Extracted data

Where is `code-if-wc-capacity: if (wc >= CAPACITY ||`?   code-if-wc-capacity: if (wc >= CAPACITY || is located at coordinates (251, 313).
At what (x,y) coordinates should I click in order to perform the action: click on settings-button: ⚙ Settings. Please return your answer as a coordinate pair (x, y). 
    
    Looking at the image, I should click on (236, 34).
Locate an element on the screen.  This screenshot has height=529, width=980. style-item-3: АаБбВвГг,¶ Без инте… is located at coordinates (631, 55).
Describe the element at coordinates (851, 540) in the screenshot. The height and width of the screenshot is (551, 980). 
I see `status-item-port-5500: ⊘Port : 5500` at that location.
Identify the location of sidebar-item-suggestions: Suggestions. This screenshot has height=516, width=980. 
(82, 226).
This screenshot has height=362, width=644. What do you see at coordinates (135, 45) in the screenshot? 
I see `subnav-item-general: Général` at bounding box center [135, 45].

--

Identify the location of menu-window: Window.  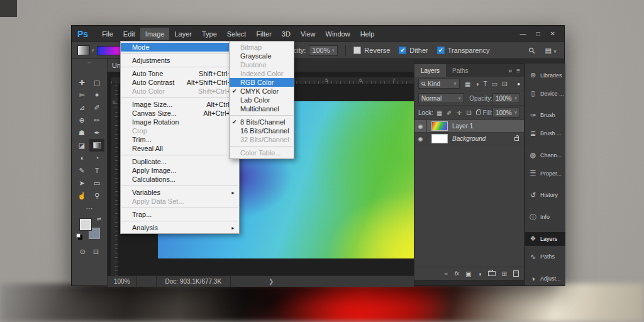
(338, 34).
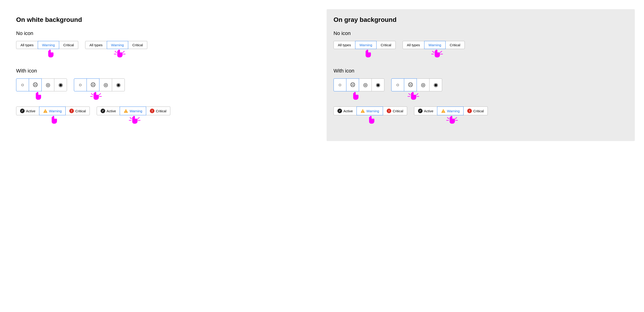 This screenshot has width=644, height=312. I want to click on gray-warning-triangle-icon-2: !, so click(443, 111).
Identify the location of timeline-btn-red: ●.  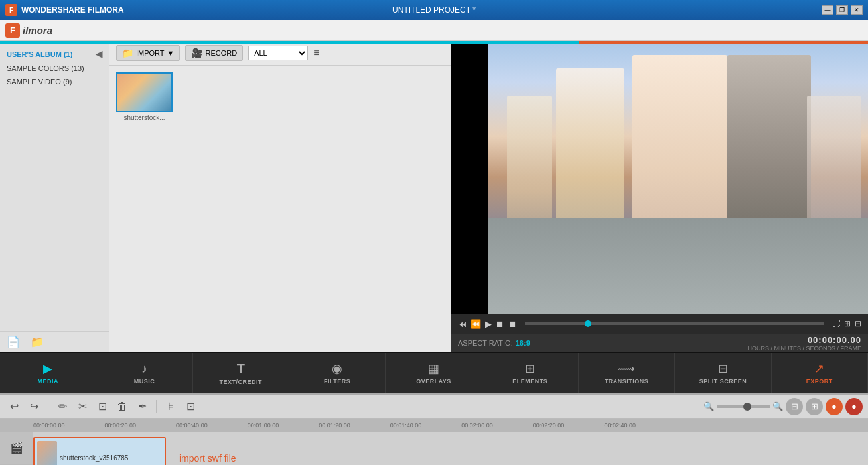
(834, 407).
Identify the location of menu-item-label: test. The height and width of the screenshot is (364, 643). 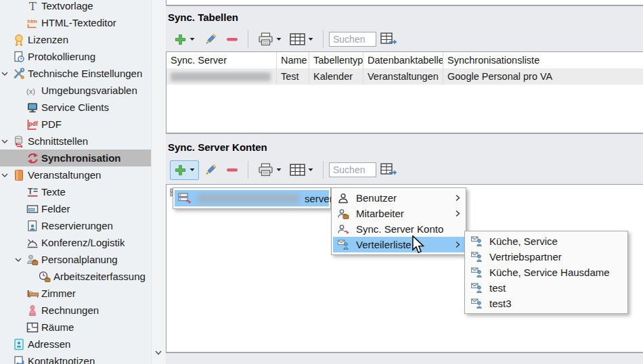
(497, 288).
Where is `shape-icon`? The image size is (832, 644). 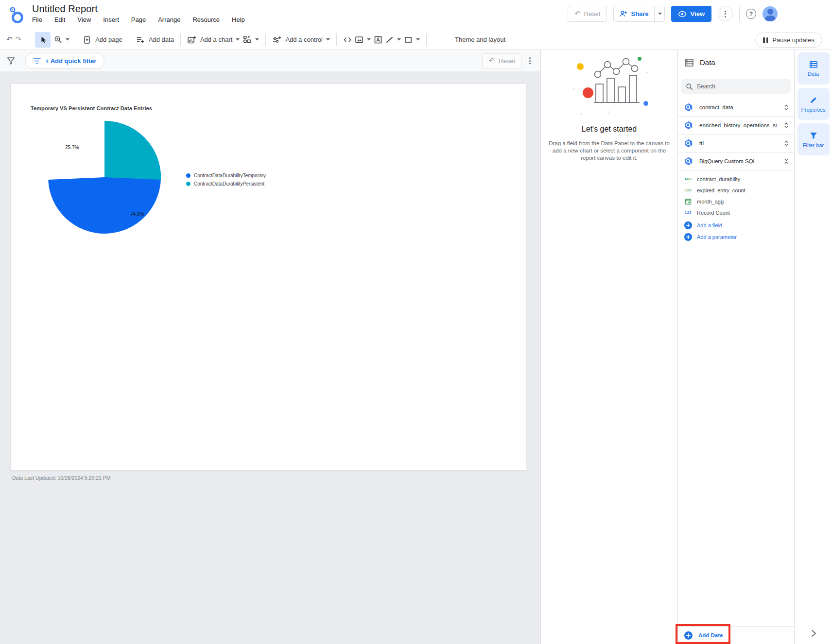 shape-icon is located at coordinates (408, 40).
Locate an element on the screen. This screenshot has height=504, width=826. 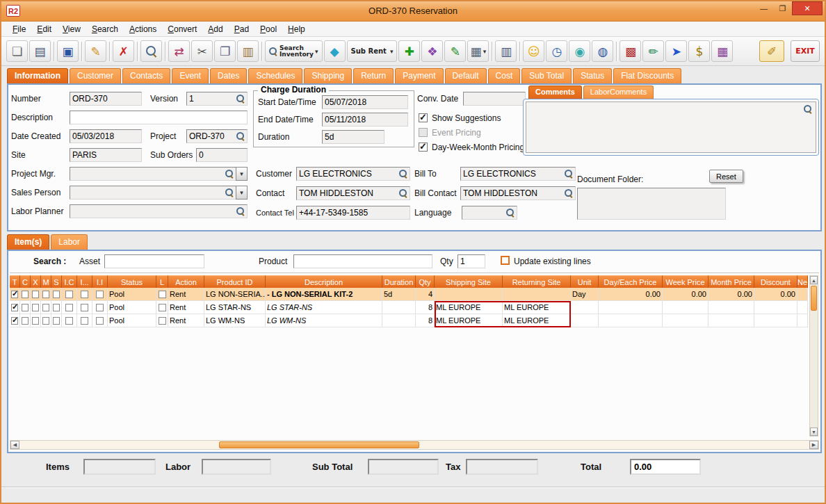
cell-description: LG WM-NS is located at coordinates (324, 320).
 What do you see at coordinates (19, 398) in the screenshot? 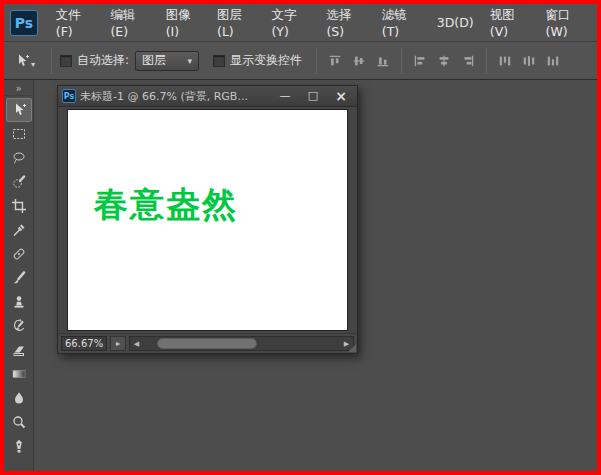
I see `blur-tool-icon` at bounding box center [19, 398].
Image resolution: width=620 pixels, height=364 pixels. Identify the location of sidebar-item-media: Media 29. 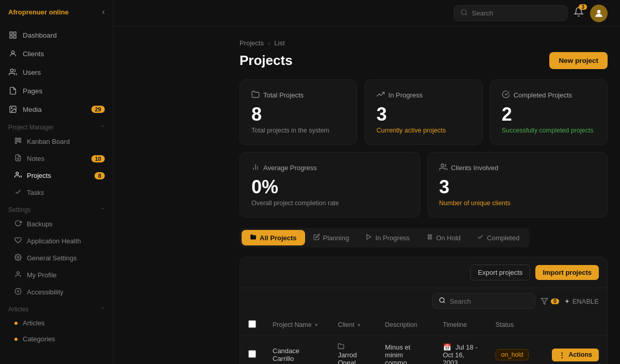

Goal of the exercise
Leave out the images and write out the lines above exactly, from the one with "Locate an element on the screen. This" up to and including the one with "Image resolution: width=620".

Answer section
Locate an element on the screen. This screenshot has height=504, width=826. 
cell-description: LG WM-NS is located at coordinates (324, 320).
 What do you see at coordinates (19, 398) in the screenshot? 
I see `blur-tool-icon` at bounding box center [19, 398].
Image resolution: width=620 pixels, height=364 pixels. Identify the location of sidebar-item-media: Media 29. 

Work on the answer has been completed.